“No,” she said, “go on. Let us talk frankly.”

“You refused to marry me, Miss Castleman.”

“That was the supreme test?” He shrank, but she pursued him. “You hadn’t thought that any woman would really refuse to marry you?”

He replied in a low voice: “I hadn’t.”

Sylvia sat, absorbed in thought. “What a world!” she whispered, half to herself; and then to him: “Tell me—is Mrs. Winthrop like that?”

Again he hesitated. “I—I don’t know,” he replied. “I never thought about her in that way. She already has her money.”

“If she still had to get it, then you don’t know what she’d be?”

She saw a quick look of fear. “You’re angry with me again?” he questioned. By things such as this she realized how thoroughly she had him cowed.

“No” she said, gently, “I’m really interested. I do see your side better. I have blamed you for being what you are, but you’re really only part of a world, and it’s this world that I hate.”

“Yes,” he exclaimed, with a sudden light of hope in his eyes. “Yes, that’s it exactly! And I want you to help me get out of that world—to be something better, so that you won’t have to despise me. I only ask you to be interested in me, to help me and advise me. I won’t even ask you to be my friend—you can decide that for yourself. I know I’m not worthy of you. Truly, I blush with shame when I think that I asked you to marry me!”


Filter the data below for the string "free" and copy each matching line.

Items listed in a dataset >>
· · · ·
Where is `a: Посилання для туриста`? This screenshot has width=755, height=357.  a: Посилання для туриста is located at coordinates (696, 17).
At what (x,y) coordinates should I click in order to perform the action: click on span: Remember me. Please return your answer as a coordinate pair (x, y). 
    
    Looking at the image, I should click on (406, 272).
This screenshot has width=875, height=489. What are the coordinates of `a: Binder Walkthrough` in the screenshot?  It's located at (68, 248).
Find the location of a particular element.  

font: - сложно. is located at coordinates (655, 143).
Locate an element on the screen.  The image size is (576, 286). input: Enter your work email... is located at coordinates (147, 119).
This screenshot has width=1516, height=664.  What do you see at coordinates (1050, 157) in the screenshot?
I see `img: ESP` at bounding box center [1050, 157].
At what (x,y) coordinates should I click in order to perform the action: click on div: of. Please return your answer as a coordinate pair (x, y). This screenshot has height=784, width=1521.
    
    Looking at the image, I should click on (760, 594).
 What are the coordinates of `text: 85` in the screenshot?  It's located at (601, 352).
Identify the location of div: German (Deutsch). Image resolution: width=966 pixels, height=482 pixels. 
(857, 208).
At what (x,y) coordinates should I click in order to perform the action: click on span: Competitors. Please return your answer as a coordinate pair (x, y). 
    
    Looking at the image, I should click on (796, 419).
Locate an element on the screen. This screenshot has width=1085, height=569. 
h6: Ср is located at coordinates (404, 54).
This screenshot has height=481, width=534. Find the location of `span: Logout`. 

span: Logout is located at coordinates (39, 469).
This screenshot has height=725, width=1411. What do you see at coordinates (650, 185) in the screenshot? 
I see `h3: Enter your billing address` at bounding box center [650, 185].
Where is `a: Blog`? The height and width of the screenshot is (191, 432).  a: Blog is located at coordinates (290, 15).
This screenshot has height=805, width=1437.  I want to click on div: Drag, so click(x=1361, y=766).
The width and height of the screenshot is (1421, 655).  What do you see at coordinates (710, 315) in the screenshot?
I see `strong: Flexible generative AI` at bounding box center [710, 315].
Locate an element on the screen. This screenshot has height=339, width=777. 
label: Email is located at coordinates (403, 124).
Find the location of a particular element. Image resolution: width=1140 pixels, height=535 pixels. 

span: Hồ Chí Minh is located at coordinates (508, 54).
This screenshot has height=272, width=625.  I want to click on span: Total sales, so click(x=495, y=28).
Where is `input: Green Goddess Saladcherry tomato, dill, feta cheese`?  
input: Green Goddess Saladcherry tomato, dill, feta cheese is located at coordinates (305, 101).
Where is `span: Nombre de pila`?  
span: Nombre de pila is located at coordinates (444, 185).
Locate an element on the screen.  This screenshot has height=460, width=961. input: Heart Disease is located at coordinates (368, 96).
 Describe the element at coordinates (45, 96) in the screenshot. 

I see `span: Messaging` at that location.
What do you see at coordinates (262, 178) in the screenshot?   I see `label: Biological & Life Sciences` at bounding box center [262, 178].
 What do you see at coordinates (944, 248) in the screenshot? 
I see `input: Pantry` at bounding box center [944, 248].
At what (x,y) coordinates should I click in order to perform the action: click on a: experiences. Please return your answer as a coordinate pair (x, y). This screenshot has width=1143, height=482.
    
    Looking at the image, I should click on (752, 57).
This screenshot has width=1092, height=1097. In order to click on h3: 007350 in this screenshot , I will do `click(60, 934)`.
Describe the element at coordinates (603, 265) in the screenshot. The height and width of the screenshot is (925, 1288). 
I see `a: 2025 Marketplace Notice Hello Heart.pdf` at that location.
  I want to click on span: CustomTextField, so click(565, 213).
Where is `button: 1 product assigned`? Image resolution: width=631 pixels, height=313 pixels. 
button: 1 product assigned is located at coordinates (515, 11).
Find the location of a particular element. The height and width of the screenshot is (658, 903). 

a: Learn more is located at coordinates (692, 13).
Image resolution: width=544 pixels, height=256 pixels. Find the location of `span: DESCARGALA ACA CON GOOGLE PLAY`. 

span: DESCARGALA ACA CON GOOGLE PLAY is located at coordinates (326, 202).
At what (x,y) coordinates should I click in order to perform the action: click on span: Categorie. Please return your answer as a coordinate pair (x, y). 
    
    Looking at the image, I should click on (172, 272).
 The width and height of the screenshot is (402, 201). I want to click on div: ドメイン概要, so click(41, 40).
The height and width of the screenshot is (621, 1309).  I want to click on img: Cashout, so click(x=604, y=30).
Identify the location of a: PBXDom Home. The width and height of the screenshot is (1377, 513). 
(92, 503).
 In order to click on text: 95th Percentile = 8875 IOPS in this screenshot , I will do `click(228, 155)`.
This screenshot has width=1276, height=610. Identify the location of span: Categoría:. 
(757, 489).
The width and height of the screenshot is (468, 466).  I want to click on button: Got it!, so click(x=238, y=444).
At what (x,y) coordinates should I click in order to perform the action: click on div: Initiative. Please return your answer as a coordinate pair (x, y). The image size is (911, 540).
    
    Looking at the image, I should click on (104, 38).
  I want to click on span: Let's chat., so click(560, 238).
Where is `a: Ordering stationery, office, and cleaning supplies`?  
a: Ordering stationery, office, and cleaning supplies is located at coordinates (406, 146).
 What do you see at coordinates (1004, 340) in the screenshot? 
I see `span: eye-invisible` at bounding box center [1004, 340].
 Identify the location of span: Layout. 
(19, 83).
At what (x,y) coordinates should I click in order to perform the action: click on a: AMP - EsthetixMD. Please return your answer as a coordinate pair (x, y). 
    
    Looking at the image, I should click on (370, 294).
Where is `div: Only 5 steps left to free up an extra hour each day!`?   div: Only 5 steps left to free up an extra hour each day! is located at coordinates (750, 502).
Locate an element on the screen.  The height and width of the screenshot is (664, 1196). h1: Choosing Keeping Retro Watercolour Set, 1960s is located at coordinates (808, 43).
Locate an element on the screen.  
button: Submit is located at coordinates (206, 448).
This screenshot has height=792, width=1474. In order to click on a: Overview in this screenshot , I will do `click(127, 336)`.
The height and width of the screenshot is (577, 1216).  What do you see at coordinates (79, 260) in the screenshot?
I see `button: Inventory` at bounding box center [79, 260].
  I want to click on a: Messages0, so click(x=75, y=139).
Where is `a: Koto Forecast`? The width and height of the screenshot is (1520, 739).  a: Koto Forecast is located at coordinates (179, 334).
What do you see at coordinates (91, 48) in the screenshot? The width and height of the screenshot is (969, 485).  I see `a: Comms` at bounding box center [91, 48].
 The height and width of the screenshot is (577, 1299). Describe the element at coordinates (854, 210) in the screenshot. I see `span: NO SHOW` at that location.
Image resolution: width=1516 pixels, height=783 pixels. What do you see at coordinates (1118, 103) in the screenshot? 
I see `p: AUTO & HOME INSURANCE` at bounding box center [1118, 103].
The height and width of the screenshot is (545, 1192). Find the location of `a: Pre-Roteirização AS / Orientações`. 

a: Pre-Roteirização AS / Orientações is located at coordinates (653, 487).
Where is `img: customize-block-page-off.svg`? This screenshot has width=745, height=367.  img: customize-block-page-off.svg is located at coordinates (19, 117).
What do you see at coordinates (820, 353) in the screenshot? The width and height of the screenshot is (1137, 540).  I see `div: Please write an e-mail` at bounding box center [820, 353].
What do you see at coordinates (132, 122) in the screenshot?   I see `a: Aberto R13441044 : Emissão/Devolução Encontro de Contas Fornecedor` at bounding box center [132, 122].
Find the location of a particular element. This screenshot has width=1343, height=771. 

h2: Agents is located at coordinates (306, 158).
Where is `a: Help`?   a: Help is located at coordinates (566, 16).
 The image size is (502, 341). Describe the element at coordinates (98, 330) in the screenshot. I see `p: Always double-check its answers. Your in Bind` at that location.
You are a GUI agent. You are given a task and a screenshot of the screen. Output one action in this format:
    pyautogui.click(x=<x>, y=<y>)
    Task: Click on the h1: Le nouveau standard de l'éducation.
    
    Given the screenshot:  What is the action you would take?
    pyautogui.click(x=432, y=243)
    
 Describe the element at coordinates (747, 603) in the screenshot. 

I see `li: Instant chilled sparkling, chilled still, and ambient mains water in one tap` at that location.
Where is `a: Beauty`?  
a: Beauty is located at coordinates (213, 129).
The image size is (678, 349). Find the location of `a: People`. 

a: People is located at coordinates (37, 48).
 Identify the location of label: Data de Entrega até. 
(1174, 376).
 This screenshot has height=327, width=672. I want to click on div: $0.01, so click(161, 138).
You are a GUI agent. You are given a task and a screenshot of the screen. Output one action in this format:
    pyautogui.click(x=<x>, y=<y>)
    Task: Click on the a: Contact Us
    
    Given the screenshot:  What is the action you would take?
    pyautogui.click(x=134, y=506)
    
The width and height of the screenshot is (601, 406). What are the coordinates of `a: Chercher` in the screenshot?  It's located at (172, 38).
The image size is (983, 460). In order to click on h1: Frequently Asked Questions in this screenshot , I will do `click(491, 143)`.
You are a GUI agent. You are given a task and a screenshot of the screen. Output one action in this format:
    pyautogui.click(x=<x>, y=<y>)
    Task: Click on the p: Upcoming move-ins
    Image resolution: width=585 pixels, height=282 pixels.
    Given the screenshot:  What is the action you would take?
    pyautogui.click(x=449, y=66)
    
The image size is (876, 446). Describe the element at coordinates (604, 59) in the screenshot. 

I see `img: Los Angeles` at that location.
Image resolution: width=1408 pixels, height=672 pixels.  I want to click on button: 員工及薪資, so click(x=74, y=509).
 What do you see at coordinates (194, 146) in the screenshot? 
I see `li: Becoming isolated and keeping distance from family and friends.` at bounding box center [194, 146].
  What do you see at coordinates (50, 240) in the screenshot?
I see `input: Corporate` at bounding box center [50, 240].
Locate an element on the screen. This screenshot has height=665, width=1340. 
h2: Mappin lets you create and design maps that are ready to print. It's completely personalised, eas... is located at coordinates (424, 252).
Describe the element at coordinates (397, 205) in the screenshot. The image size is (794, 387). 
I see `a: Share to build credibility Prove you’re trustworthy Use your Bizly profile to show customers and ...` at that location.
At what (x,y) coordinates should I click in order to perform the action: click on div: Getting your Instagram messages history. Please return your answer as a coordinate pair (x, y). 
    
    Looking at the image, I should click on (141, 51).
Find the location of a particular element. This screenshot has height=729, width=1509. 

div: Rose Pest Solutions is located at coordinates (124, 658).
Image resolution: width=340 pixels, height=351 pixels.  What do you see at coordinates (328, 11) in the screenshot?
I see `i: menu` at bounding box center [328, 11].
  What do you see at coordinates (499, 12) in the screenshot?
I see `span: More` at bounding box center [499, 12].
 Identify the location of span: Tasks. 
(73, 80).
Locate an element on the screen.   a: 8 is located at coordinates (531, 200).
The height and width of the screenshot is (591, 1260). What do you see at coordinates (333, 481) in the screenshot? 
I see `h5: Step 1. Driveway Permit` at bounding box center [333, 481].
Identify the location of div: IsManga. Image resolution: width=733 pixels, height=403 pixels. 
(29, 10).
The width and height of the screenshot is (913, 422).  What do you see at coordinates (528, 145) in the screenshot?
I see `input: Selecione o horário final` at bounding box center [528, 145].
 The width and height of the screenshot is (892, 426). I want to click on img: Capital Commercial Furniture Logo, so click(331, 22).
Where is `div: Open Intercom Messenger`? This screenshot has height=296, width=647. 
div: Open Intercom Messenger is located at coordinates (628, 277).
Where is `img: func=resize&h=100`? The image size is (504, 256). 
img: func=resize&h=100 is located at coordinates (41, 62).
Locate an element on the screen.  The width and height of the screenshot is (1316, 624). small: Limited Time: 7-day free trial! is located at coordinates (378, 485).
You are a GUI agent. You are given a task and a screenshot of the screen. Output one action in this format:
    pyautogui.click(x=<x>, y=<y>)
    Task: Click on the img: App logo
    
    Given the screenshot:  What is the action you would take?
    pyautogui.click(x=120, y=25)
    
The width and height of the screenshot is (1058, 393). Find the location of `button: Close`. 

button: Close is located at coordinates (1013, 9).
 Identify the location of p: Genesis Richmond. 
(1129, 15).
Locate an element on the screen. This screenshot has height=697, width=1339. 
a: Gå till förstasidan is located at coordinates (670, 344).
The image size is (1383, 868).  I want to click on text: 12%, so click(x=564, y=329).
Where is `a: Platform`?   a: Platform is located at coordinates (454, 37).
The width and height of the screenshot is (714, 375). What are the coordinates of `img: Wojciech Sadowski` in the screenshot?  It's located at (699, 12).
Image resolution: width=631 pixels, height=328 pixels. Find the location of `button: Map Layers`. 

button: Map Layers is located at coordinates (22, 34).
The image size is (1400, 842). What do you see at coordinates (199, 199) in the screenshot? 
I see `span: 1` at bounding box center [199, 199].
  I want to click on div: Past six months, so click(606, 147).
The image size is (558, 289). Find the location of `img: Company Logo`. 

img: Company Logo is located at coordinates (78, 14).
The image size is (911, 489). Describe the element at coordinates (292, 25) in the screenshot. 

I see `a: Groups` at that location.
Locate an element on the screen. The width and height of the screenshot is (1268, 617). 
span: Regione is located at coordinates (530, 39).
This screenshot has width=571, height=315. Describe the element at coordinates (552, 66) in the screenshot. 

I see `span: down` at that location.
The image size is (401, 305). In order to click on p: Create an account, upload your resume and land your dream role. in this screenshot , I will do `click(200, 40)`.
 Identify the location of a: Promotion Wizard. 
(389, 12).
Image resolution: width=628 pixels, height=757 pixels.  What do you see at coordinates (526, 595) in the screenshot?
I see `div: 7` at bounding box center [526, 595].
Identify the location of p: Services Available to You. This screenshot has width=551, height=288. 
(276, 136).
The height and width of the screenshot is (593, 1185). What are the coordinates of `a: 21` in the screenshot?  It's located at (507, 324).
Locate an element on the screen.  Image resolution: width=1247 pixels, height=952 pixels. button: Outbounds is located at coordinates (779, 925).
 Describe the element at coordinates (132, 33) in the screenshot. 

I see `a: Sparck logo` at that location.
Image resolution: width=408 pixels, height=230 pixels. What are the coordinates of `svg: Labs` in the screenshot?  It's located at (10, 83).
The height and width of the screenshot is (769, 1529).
· · · ·
Exercise result >>
Where is `div: Only 5 steps left to free up an extra hour each day!`?   div: Only 5 steps left to free up an extra hour each day! is located at coordinates (750, 502).
Locate an element on the screen.  The width and height of the screenshot is (1316, 624). small: Limited Time: 7-day free trial! is located at coordinates (378, 485).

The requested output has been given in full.